HOW TO READ A POEM
Essay #2: Contributing to a Critical Anthology
It is difficult
to get the news from poems
yet men die miserably every day
for lack
of what is found there.
--William Carlos Williams
“I take it that the critic’s job in the first instance is to make people read, with intelligence and appreciation, the kind of things that they would not be likely to read otherwise.”
--Richard A. Posner
Purpose: This essay requires you to do something academic writing often requires: closely engage with a challenging text and connect that engagement with the text’s contexts. To practice this skill, you will present and illuminate a poem in a variety of ways: by reading it closely (explicating it), by helping readers understand the poem’s historical and biographical context, and by gesturing towards related literary critical scholarship.
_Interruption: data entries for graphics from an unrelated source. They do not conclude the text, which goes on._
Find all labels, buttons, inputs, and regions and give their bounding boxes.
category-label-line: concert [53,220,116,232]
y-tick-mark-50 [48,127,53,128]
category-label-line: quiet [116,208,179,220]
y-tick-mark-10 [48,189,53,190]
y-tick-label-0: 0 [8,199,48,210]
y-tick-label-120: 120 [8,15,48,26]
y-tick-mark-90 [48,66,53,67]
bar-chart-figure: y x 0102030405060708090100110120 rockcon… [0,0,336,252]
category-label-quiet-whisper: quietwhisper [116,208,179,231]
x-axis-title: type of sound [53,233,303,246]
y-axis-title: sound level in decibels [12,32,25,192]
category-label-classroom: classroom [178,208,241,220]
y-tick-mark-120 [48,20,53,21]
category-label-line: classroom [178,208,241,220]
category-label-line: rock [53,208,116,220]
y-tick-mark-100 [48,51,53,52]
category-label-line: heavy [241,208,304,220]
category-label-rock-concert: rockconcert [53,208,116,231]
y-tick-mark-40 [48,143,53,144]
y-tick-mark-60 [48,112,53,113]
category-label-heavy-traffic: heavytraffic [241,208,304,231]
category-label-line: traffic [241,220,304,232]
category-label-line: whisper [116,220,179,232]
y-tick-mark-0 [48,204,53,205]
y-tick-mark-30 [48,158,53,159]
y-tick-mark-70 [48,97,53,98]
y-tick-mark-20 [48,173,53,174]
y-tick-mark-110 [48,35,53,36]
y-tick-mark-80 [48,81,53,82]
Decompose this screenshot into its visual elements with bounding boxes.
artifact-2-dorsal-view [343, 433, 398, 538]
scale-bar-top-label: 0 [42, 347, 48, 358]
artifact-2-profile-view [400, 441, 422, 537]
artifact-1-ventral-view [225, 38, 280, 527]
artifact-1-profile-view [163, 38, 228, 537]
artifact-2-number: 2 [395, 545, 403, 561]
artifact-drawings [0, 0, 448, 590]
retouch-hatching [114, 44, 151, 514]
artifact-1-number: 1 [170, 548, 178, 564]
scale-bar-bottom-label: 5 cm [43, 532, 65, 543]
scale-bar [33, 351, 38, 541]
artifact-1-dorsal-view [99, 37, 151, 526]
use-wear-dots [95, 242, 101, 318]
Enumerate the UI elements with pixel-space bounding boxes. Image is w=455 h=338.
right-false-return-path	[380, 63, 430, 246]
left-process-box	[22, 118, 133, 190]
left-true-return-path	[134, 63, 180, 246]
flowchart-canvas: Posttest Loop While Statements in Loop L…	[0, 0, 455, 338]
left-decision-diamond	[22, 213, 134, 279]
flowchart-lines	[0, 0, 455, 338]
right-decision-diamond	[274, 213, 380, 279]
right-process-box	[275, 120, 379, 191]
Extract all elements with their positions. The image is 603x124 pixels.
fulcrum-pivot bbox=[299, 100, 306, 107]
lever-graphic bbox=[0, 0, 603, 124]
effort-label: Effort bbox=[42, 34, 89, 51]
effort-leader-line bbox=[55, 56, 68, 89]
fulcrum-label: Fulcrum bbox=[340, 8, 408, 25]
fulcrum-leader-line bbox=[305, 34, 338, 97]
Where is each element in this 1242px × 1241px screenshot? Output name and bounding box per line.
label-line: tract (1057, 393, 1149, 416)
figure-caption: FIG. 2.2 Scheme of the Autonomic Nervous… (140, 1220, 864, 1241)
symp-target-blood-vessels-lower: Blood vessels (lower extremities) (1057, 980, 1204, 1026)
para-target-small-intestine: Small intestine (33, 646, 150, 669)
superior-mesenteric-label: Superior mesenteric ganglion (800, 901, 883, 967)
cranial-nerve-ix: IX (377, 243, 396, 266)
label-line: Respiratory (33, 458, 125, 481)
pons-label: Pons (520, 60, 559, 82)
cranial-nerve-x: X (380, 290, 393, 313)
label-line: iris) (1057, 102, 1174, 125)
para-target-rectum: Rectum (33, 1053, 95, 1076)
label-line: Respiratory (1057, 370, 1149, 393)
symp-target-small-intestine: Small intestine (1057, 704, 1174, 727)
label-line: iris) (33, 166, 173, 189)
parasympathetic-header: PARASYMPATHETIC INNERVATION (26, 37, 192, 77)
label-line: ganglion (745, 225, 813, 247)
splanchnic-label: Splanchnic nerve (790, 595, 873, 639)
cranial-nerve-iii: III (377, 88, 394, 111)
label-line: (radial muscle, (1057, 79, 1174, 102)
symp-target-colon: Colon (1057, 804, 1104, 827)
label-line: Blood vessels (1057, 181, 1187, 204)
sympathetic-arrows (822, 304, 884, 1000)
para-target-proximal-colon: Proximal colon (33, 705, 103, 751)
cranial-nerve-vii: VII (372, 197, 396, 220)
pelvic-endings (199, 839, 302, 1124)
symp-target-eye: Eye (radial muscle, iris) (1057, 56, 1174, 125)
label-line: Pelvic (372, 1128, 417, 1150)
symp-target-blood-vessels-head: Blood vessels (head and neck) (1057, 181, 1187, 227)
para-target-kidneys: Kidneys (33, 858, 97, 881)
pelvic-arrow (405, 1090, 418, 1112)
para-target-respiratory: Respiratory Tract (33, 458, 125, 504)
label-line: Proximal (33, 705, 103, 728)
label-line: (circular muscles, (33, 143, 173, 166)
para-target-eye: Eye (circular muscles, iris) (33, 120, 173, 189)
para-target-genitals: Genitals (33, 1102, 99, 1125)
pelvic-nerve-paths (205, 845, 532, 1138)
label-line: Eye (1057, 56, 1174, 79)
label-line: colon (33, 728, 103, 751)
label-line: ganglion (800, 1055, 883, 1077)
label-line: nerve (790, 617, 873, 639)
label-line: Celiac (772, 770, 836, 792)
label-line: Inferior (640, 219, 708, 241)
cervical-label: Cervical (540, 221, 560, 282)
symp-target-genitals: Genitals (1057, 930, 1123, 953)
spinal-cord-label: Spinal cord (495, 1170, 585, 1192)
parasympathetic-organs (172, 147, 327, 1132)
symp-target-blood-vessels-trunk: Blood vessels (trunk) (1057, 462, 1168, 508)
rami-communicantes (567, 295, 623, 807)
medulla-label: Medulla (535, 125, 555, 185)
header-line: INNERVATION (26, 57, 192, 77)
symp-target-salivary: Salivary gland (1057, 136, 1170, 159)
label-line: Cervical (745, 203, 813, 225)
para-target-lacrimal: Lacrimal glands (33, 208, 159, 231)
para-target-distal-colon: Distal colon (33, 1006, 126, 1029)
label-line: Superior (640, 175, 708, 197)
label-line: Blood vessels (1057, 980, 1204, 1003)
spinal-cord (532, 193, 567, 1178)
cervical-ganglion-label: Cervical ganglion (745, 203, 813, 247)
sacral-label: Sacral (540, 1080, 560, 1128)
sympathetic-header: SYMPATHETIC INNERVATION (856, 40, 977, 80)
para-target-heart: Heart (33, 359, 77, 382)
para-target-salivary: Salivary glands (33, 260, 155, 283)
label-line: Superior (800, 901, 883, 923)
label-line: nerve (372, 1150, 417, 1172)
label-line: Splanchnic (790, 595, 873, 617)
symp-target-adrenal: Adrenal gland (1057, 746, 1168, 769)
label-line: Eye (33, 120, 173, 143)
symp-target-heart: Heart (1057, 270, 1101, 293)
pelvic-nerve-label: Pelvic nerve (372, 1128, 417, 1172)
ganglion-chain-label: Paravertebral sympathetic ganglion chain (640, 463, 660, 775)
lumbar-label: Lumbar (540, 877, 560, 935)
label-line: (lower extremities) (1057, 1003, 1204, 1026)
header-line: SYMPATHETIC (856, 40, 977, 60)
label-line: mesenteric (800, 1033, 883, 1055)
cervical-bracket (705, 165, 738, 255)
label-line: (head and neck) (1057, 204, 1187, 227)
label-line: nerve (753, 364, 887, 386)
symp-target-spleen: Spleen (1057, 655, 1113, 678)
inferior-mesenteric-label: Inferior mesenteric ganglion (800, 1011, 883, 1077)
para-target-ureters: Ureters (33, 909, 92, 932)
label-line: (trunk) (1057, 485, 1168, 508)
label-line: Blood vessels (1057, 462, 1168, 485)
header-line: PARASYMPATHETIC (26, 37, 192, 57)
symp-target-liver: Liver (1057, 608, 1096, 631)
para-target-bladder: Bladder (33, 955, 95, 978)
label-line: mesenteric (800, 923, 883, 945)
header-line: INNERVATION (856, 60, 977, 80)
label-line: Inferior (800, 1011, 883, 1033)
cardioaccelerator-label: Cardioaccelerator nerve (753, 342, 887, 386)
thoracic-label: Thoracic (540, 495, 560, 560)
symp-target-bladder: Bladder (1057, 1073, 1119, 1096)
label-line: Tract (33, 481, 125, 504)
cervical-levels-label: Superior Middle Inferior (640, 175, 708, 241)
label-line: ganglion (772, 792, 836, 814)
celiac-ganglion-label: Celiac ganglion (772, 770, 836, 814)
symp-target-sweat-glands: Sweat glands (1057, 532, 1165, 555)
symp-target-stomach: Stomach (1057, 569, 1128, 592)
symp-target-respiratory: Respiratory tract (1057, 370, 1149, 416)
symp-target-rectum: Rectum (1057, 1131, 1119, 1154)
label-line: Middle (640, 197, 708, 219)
The poem you choose will also be added to the syllabus.
Assignment: You have been invited to contribute to a Critical Anthology of War Poetry. Choose a poem from OBWP (one that does not already appear on the syllabus) and write an essay that argues a claim based on your explication of a poem and (less importantly) on your exploration of the poem’s context. The poem will be your main exhibit; you should also engage with at least two other sources. Your essay should be about 1800 words and formatted according to the guidelines in the syllabus. It will appear in the anthology together with the poem you have chosen.
Due dates
October 4: 500 words of free-write explication (addressed to friend) & recitals
October 11 First draft due: _____ words + research questions & recitals, continued
October 18: Complete draft due
October 25: Final version due
Comments: Your work on this paper will begin with explication (models of which appear in sample papers and in Oliver, Winn, and Ricks [23-27]). When it comes time to formulate a claim, its early form might be something like “I recommend that we read this poem because it…,” with the rest of the sentence making some specific yet succinct case for (to use Samuel Johnson’s terms) the naturalness and novelty of the poem (though you need not say “novel” or “natural” at all). Simply deleting the “I recommend…” part may work for the final version of this claim, but the claim should also respond to the common ground established in the beginning of your introduction. And it should answer a question: What does this poem tell us about X? How does the experience of the poem help us understand the experience of x? Remember, everything that appears in your final version should somehow advance your thesis; your explication, that is, should be subordinated to your argument, as should your examination of the historical and biographical content and engagement with any other sources.
There is a library guide for our class at http://guides.library.harvard.edu/warliterature
We will discuss how to find and engage with sources midway through this assignment.
1. Read the poem at least three to four times in a row. Then read it some more, aloud. Consider its sound and shape. Does the poem’s general sense evoke any particular emotional responses?
2. Locate your immediate, visceral reaction. Forget the reasons why—What happens to you physically, mentally, spiritually when you read this poem? Does your heart bump and patter? Do your ears ring? Are you relaxed in a warm pool of memory? Your reaction may be dynamic; it may change from stanza to stanza, line to line, word to word. Now to determine just why...
3. Consider how you would describe the form of the poem. What does it look like from five feet away? Are the lines short, long, or middling? Are the line lengths obsessively consistent? Do they seem to follow, shadow, or break any sort of pattern? Or are they seemingly random? What kind of punctuation is/is not used? Is the poem written in complete sentences, or are its syntax and grammar somehow non-traditional? Are words or lines repeated? How are they positioned on the page? What is the effect of this positioning?
4. How would you describe the poem’s diction? What kinds of words does the author use? Latinate, erudite, snooty? Common, vernacular, Germanic? Is it slangy or vulgar? Is it in any sort of dialect? Does the poem contain verifiable vocabulary, or is it full of invented words/unusual combinations?
5. Is the poem located in a certain place and/or time? What ideas or feelings are typically associated with that place/time? Atypically? What is the relationship between when the poem’s action occurs and when the poem itself begins?
6. Does the poem have a narrative? What, if anything, happens? Is there an event, occurrence, or story informing the poem? Can you imagine it as a snapshot, or could you film it as a series of scenes?
7. Who are the players? What characters/individuals/souls participate in the existence of this poem? Who is speaking? What is the speaker’s gender, age, attitude? How would you characterize him/her/it? Who is listening? What are the levels of interaction between speaker/listener/addressee/you? Are you being accused? Invited? Scorned? Seduced?
8. What are some striking images? How much imagery is there? How do the images work—are they literal or figurative? Are they part of a narrative? Do they correspond to a real situation? Or are they musical—products of the poet’s imagination that evoke certain responses in the reader?
9. How would you describe the tone of the poem? Is its overall tone consistent with the tone of the speaker? Are there any traces of sarcasm or irony? What emotional state(s) does the speaker seem to navigate? What is his/her/its frame of mind?
10. What do you think the poem is “about”? Do any themes seem to dominate the piece?